If you don’t have it yet, PIP$ PROFIT$ & POWER FOREX MINDSET MASTERY with the PIP$ PROFIT$ & POWER JOURNAL FOREX MINDSET MASTERY By Genie Craff on Amazon. Thank you!

(c) Copywrite 2023 Genie Craff Enterprises, LLC

ONLY 13 Men (Abridged)

This is a POWER story about: HOW ONLY 13 Men broke the Navy’s Toughest Color Barrier

This is a POWER story about: HOW ONLY 13 Men broke the Navy’s Toughest Color Barrier

If you have the Book/Journal, PIP$ PROFIT$ & POWER, this story is related to the Intro p. xii

The BEST Challenge from this story is found in the book #4 on P. 16

POWER WORD: HABIT

13 Men Broke the Navy’s Color Barrier

This is a POWER Story about How 13 Black Men Broke the Navy’s Toughest Color Barrier

During World War II, a group of African American sailors was chosen to integrate the Naval Officer Corps, forever changing what was possible in the U.S. Navy.

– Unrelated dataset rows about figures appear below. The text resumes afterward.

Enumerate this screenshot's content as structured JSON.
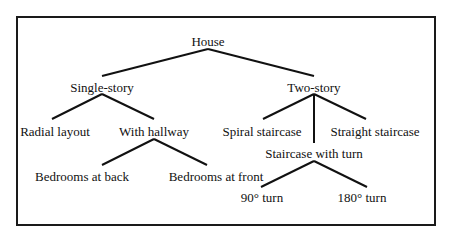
{
  "diagram": {
    "type": "tree",
    "root": "House",
    "nodes": [
      {
        "id": "house",
        "label": "House",
        "x": 208,
        "y": 35
      },
      {
        "id": "single",
        "label": "Single-story",
        "x": 102,
        "y": 81
      },
      {
        "id": "two",
        "label": "Two-story",
        "x": 314,
        "y": 81
      },
      {
        "id": "radial",
        "label": "Radial layout",
        "x": 55,
        "y": 125
      },
      {
        "id": "hallway",
        "label": "With hallway",
        "x": 154,
        "y": 125
      },
      {
        "id": "spiral",
        "label": "Spiral staircase",
        "x": 262,
        "y": 125
      },
      {
        "id": "straight",
        "label": "Straight staircase",
        "x": 375,
        "y": 125
      },
      {
        "id": "back",
        "label": "Bedrooms at back",
        "x": 82,
        "y": 170
      },
      {
        "id": "front",
        "label": "Bedrooms at front",
        "x": 216,
        "y": 170
      },
      {
        "id": "turn",
        "label": "Staircase with turn",
        "x": 314,
        "y": 147
      },
      {
        "id": "t90",
        "label": "90° turn",
        "x": 262,
        "y": 191
      },
      {
        "id": "t180",
        "label": "180° turn",
        "x": 362,
        "y": 191
      }
    ],
    "edges": [
      {
        "from": "house",
        "to": "single",
        "x1": 208,
        "y1": 49,
        "x2": 102,
        "y2": 76
      },
      {
        "from": "house",
        "to": "two",
        "x1": 208,
        "y1": 49,
        "x2": 314,
        "y2": 76
      },
      {
        "from": "single",
        "to": "radial",
        "x1": 102,
        "y1": 94,
        "x2": 52,
        "y2": 119
      },
      {
        "from": "single",
        "to": "hallway",
        "x1": 102,
        "y1": 94,
        "x2": 154,
        "y2": 119
      },
      {
        "from": "two",
        "to": "spiral",
        "x1": 314,
        "y1": 94,
        "x2": 263,
        "y2": 119
      },
      {
        "from": "two",
        "to": "turn",
        "x1": 314,
        "y1": 94,
        "x2": 314,
        "y2": 143
      },
      {
        "from": "two",
        "to": "straight",
        "x1": 314,
        "y1": 94,
        "x2": 366,
        "y2": 119
      },
      {
        "from": "hallway",
        "to": "back",
        "x1": 154,
        "y1": 139,
        "x2": 102,
        "y2": 165
      },
      {
        "from": "hallway",
        "to": "front",
        "x1": 154,
        "y1": 139,
        "x2": 207,
        "y2": 165
      },
      {
        "from": "turn",
        "to": "t90",
        "x1": 314,
        "y1": 161,
        "x2": 261,
        "y2": 187
      },
      {
        "from": "turn",
        "to": "t180",
        "x1": 314,
        "y1": 161,
        "x2": 367,
        "y2": 187
      }
    ]
  }
}
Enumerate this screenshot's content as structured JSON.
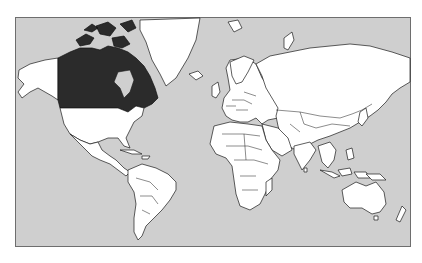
{
  "map": {
    "type": "world-political-outline",
    "projection": "Mercator",
    "highlighted_country": "Canada",
    "colors": {
      "ocean": "#cfcfcf",
      "land": "#ffffff",
      "highlight": "#2b2b2b",
      "border": "#1a1a1a",
      "frame": "#6e6e6e"
    },
    "regions": [
      "North America",
      "Greenland",
      "Central America",
      "Caribbean",
      "South America",
      "Europe",
      "Africa",
      "Madagascar",
      "Middle East",
      "Russia",
      "Asia",
      "India",
      "Japan",
      "Southeast Asia",
      "Indonesia",
      "Australia",
      "New Zealand",
      "Svalbard",
      "Novaya Zemlya"
    ]
  }
}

Sam Barnes racked his brain one chilly morning in January 1944, wondering what he might have done wrong. Barnes, a popular African American petty officer working at Great Lakes Naval Training Station in Illinois, had been in the Navy for 15 months and had never been disciplined. Why, he wondered, was he being ordered to the white side of the segregated station, a command usually reserved for sailors who were in trouble?

The 28-year old Ohio native walked the mile from Camp Robert Smalls, the black-only camp at the northwest corner of the station, to the main offices and found several other black men waiting. He recognized a few faces, but most were new to him and none could say why they had been summoned.

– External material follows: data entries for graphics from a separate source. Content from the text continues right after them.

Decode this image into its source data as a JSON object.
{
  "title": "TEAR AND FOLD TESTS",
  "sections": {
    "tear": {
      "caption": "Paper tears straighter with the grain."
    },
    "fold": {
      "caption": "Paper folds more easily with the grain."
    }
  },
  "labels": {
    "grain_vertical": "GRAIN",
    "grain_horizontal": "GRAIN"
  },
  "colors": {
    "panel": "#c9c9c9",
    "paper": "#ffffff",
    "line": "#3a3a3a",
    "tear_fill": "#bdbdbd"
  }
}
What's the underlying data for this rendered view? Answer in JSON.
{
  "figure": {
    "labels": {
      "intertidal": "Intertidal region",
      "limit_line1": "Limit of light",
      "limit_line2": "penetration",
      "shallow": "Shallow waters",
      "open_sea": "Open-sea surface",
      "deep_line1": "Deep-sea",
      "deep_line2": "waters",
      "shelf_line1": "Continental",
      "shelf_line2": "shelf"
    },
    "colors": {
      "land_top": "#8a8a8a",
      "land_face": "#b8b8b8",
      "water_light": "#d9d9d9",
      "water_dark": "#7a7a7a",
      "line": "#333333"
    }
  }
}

Commander Daniel W. Armstrong, a tall, handsome, aristocratic-looking man with an upright gait and an immaculate uniform, looked the 16 black men over. He was the white officer in charge of the black camp, a man whose willingness to work with African American enlistees earned praise from the higher-ups in Washington.

“Do you know why you are here?” he asked.

Silence.

Commissioned Officers

“Well, the Navy has decided to commission Negroes as officers in the United States Navy, and you have been selected to attend an officer indoctrination school,” Armstrong went on, as Barnes later recalled, in an oral history edited by Paul Stillwell, a retired Navy officer, historian and author.

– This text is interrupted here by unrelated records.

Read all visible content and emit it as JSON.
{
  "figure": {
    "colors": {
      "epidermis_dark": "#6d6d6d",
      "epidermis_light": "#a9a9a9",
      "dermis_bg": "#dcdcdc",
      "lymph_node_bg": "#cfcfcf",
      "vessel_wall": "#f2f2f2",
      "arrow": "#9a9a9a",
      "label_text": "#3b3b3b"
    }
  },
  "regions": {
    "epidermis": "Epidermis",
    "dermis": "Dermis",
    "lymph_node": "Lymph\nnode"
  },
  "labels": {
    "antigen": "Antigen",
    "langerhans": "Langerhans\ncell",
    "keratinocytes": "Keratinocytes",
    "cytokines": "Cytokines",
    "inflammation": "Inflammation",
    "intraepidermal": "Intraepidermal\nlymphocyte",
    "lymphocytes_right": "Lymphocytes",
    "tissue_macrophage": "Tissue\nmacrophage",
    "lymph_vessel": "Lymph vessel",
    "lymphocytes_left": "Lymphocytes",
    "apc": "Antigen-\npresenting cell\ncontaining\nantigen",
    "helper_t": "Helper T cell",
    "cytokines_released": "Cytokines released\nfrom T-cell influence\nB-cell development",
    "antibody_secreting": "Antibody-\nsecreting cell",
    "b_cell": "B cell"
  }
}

The statement was matter-of-fact, unemotional. Armstrong did not congratulate; he did not encourage; he made no comment about historical significance. And yet his simple sentence marked one of the most radical decisions the Navy had ever made. Officer positions in the U.S. Navy had previously been off limits to black men, and these 16 enlistees had been summoned from training schools and shore installations across the United States to break that color barrier. They were going to attempt to integrate the officer corps.

For the 16 men, the stakes could not have been higher. There were nearly 100,000 black men in the Navy. If any of them were ever to wear an officer’s uniform, if any were ever to command a ship or graduate from the Naval Academy, if any were ever to lead white men in battle, then these 16 would have to succeed.

These men, who before the war had been metalsmiths, teachers, lawyers and college students—the children and grandchildren of slaves who had seen a family member lynched and been denied jobs because of their skin color—would have to prove that black men had the temperament for command and the leadership qualities necessary to wear the gold stripes.

The story of the Navy’s first black officers—told in full for the first time in Dan Goldberg’s book The Golden Thirteen: How Black Men Won the Right to Wear Navy Gold, remains little known, overshadowed by the heroics of the Tuskegee Airmen and Patton’s Panthers. But their success, both as candidates and as officers, forever changed what was possible for African American sailors and anticipated the coming civil rights movement.

Racism in the RANKS

Americans may have fought against racism abroad during World War II, but one of the most consequential battles in the war for equality took place 35 miles north of Chicago, in a Spartan barracks that held 16 cots, 16 chairs and one long table.

The decision to train black Naval officers was the culmination of a four-year campaign that began alongside the country’s preparations for war. When President Franklin Roosevelt in 1940 called upon the U.S. to become an “arsenal of democracy” and defend democratic ideals, he was referring to guns, ships and planes. Civil rights leaders and  activists heard a call for something less tangible but no less critical: equality.

From 1940 to 1944, thousands of Americans marched and protested, wrote letters and signed petitions, beseeching their congressmen and begging the president to let black men serve equally in the U.S. Navy. How could the United States preach and defend equality around the globe, they asked, and yet discriminate so outrageously in its own Navy? Even America’s war enemies, the Japanese, claimed that the so-called freedoms America espoused were for white men only.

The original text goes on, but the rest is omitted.